Frank took pot shots at liberals who think that the work involved in getting voters to the polls is beneath them. "We have a wing of our group," he noted, "people who are passionately progressive, people who care about the environment, about civil liberties issues, about ending homophobia and bigotry based on sexual orientation or the right of women to choose—who suffer from a serious attitude problem.

"For them, going to the polls and registering people and voting in primaries and voting in elections is beneath their dignity ideologically. And if they do vote, they vote for someone who has no remote chance of winning. Voting for someone who might win is impugning their purism."

Green Party candidates, for example, ran candidates for Congress in New Mexico and the result was that they took away votes that normally would have gone to the Democratic candidate and two "Newt Gingrich" Republicans won seats in the House of Representatives.

Replies to the false charges regularly made by the religious right were made by Frank. He particularly objected to the charge that America's lesbian and gay communities are "recruiting" and "promoting" homosexual behavior.

"If you gave me $1 million tomorrow and told me to promote homosexuality, I haven't the faintest idea what I would do. What do you do? Have a contest? Make up posters? Put ads on television? The notion of promoting homosexuality is preposterous."

The gay agenda, Frank asserts, is "very simple". It says: "Please leave us alone. Please let us be what we want to be and live our lives with others…. Every time I hear one of those right-wing jerks say I'm only trying to get his approval, it's someone's approval you couldn't give to me as a gift."

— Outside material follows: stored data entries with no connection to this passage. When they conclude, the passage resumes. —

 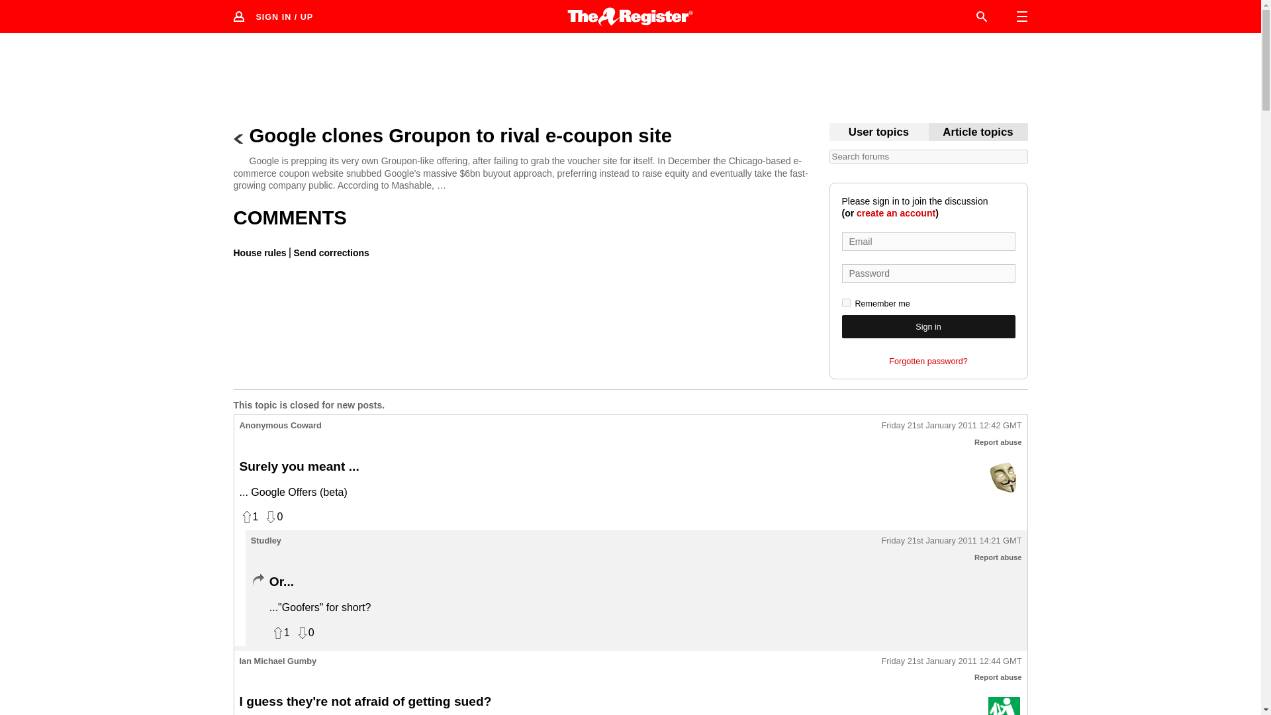 What do you see at coordinates (998, 677) in the screenshot?
I see `Report abuse` at bounding box center [998, 677].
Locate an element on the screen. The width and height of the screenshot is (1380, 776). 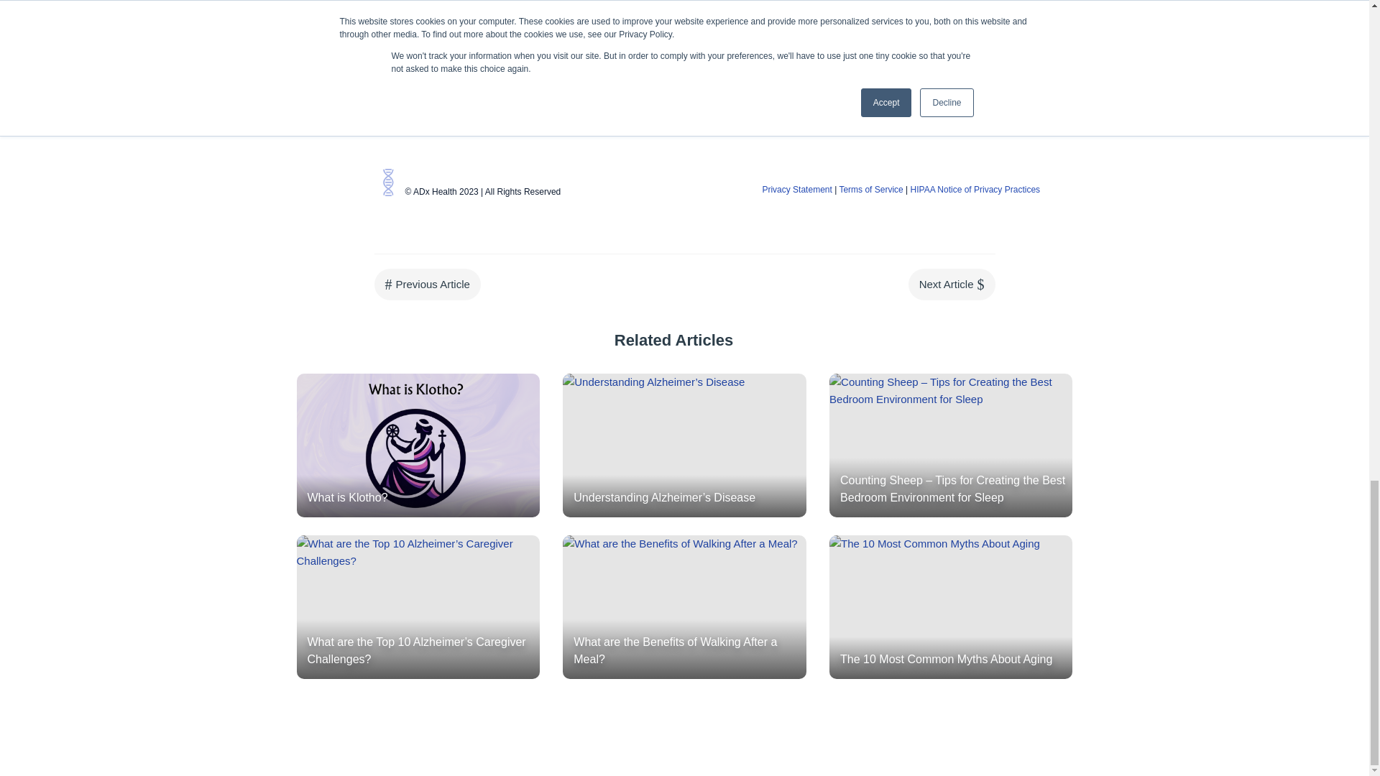
The 10 Most Common Myths About Aging is located at coordinates (950, 607).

Frank was asked what he'd do if GOP candidate Gary Bauer landed in Iowa to campaign. The appropriate response," he said, "would be to register a few thousand people who are against all the candidates he's for. That's the way you confront these people in a meaningful way," he insisted.

On Saturday a Republican congressman, Rep. Randy "Duke" Cunningham swore and made an obscene gesture, sounding Barney Frank's name while addressing a San Diego meeting of prostate cancer patients. Cunningham later apologized—saying he was out of line for describing Frank as a natural candidate for rectal exams. randyduke.jpg - 8.44 K Cunningham: Duke of Homophobia

Rectal cancer treatments were described by the homophobic Cunningham as "just not normal, unless you're Barney Frank"

"Obviously," replied one observer, "Barney Frank gets under the skin of the GOP's biggest bigots."